Wednesday, December 29, 2010

Southern Strategy

Haley Barbour is hardly outside the mainstream of the Republican Party.  He is the Governor of Mississippi.  Before that he had a long career as a lobbyist and political operative.  He worked on President Nixon's 1968 campaign in which the "Southern Strategy" was devised to exploit racism and appeal to Southern white voters who had long voted Democratic. Barbour later became chairman of the Republican National Committee.  He is a media favorite and considered a legitimate Republican candidate for president.

But there he was, in an interview with the Weekly Standard, extolling the pro-segregationist Citizens Council, which he claimed kept the KKK out of his hometown of Yazoo City and successfully integrated the public schools without violence.  Rick Perlstein writes that Barbour's recollections are "deeply confused, mostly wrong, and indicative above all of a cynical man who has made a lucrative career of exploiting racial trauma when it suited him, or throwing it down a memory hole when it did not; which is to say, an archetypal Dixie conservative."

Citizens Councils were founded in the mid-1950s in direct response to Brown v. Board of Education, with the goal of thwarting attempts at racial integration. In the Huffington Post, Derrick Johnson, Mississippi NAACP President, responded to Barbour's reminiscences:  "It's beyond disturbing -- it's offensive that he would try and create a new historical reality that undermines the physical, mental, and economic hardship that many African-Americans had to suffer as a result of the policies and practices of the White Citizens Council."  While it may have been true that the Citizens Councils often opposed the Klan, various scholars told the Huffington Post that this was not because the Councils favored racial integration but out of concern that the overt violence of such groups would hurt the local economy.  Citizens Councils used other methods to sustain segregation, particularly economic terror and harassment to intimidate blacks. 

Barbour appeared to remember little about the trauma, intimidation, violence and racism in his community.  He recalled that he "grew up in a town that was like a family."  As for the burgeoning civil rights conflict, "I just don't remember it as being that bad." A few months ago, Barbour gave another interview where he spoke glowingly about attending the University of Mississippi in the mid-1960s, when Old Miss was forced to integrate, describing it as "a very pleasant experience."  Thus, as Perlstein states, "At every important turn in the story, Barbour emphasizes how little he remembers of this most intense period imaginable in his beloved home town -- it really was no big deal, he insists."  He forgets "the entire bad-faith stew of race, sex, and corrupt plutocracy -- and its public repression in images of towns like 'families' and happy Negroes until outsiders stirred things up -- that defined his formative years."

But Barbour is not ignorant.  His forgetfulness and revisionism are part of a clear political calculation, one that attempts to downplay the racism with which he was steeped in the 1950s and 1960s.  Joan Walsh explains that "the story of his rise in national politics is the story of the rise of the South in the GOP.  Race, and the ugly reaction of many white Southerners to integration and civil rights, is at the heart of this story."  Barbour can't run from this story so he creates an alternate version in which he "and his generation of white Southerners built the modern Republican Party on a unifying, post-racial philosophy."   This is exemplified in his contention, made in an earlier interview, that it was the old Democrats who clung to segregation while the Republicans working for Nixon paved the way for civil rights in the south.   

As Digby points out, Barbour's offensive remarks on race (which also include his response to the controversy over the Virginia Governor's failure to mention slavery in honoring Confederate History Month as not amounting to "diddly") are a "dog whistle" to the Tea Partiers and other white conservatives who he needs to win a Republican primary.  This is a time-honored strategy of Republicans; one used expertly by Ronald Reagan when he launched his first presidential campaign by giving a speech on states' rights in Philadelphia, Mississippi, a city known for one thing -- the slaying of three civil rights workers by white supremacists in 1964.  As Bob Herbert once wrote about Reagan's speech, "he was tapping out the code. It was understood that when politicians started chirping about “states’ rights” to white people in places like Neshoba County they were saying that when it comes down to you and the blacks, we’re with you."

Barbour is tapping into that same code 30 years later.  Perhaps the only difference is his lack of subtlety, as reflected in his quip back in 1982, when unsuccessfully running for the Senate, warning an aide that if the aide persisted in making racist remarks, "he would be reincarnated as a watermelon and placed at the mercy of blacks."  Good Ole Haley probably doesn't remember that one.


» WORK INSTRUCTION
The full listing, exactly as written and with no images, is the expected output.

» DATASET RECORDS

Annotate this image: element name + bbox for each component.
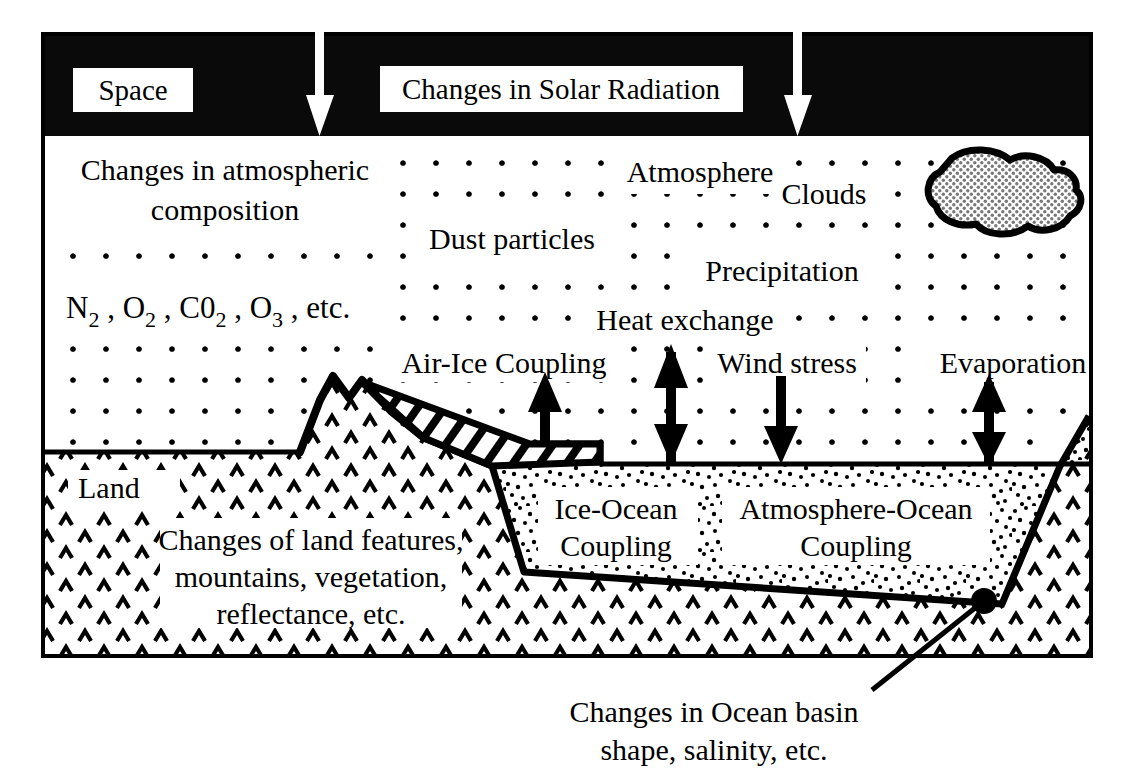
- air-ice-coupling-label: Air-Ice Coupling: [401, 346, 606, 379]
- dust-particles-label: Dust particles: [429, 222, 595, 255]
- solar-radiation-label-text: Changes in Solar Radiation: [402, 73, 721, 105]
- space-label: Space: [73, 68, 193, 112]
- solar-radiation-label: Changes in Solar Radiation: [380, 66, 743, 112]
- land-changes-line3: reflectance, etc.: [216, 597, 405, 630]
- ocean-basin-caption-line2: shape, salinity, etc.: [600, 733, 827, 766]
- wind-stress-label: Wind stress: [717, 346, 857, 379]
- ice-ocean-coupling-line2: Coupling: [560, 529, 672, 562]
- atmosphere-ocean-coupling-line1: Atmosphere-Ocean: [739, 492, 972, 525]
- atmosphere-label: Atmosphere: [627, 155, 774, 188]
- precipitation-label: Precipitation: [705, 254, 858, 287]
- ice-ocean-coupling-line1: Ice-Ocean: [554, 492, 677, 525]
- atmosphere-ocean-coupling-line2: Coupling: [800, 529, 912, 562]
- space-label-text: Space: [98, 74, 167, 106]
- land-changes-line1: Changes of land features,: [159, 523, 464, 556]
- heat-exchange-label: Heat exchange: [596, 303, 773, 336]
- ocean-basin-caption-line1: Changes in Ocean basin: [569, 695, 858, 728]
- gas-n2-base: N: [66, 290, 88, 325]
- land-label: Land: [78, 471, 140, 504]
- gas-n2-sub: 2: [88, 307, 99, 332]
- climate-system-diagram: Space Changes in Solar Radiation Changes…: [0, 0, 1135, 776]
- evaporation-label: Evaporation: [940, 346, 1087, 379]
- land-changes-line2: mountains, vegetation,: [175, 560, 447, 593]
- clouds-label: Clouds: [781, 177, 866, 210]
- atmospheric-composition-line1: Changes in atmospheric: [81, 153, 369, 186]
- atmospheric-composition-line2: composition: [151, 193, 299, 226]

» SOLUTION TO THIS PROBLEM
Annotate this image: element name + bbox for each component.
- air-ice-coupling-label: Air-Ice Coupling: [401, 346, 606, 379]
- dust-particles-label: Dust particles: [429, 222, 595, 255]
- solar-radiation-label-text: Changes in Solar Radiation: [402, 73, 721, 105]
- space-label: Space: [73, 68, 193, 112]
- solar-radiation-label: Changes in Solar Radiation: [380, 66, 743, 112]
- land-changes-line3: reflectance, etc.: [216, 597, 405, 630]
- ocean-basin-caption-line2: shape, salinity, etc.: [600, 733, 827, 766]
- wind-stress-label: Wind stress: [717, 346, 857, 379]
- ice-ocean-coupling-line2: Coupling: [560, 529, 672, 562]
- atmosphere-ocean-coupling-line1: Atmosphere-Ocean: [739, 492, 972, 525]
- atmosphere-label: Atmosphere: [627, 155, 774, 188]
- precipitation-label: Precipitation: [705, 254, 858, 287]
- ice-ocean-coupling-line1: Ice-Ocean: [554, 492, 677, 525]
- atmosphere-ocean-coupling-line2: Coupling: [800, 529, 912, 562]
- space-label-text: Space: [98, 74, 167, 106]
- land-changes-line1: Changes of land features,: [159, 523, 464, 556]
- heat-exchange-label: Heat exchange: [596, 303, 773, 336]
- ocean-basin-caption-line1: Changes in Ocean basin: [569, 695, 858, 728]
- gas-n2-base: N: [66, 290, 88, 325]
- land-label: Land: [78, 471, 140, 504]
- gas-n2-sub: 2: [88, 307, 99, 332]
- climate-system-diagram: Space Changes in Solar Radiation Changes…: [0, 0, 1135, 776]
- evaporation-label: Evaporation: [940, 346, 1087, 379]
- land-changes-line2: mountains, vegetation,: [175, 560, 447, 593]
- clouds-label: Clouds: [781, 177, 866, 210]
- atmospheric-composition-line1: Changes in atmospheric: [81, 153, 369, 186]
- atmospheric-composition-line2: composition: [151, 193, 299, 226]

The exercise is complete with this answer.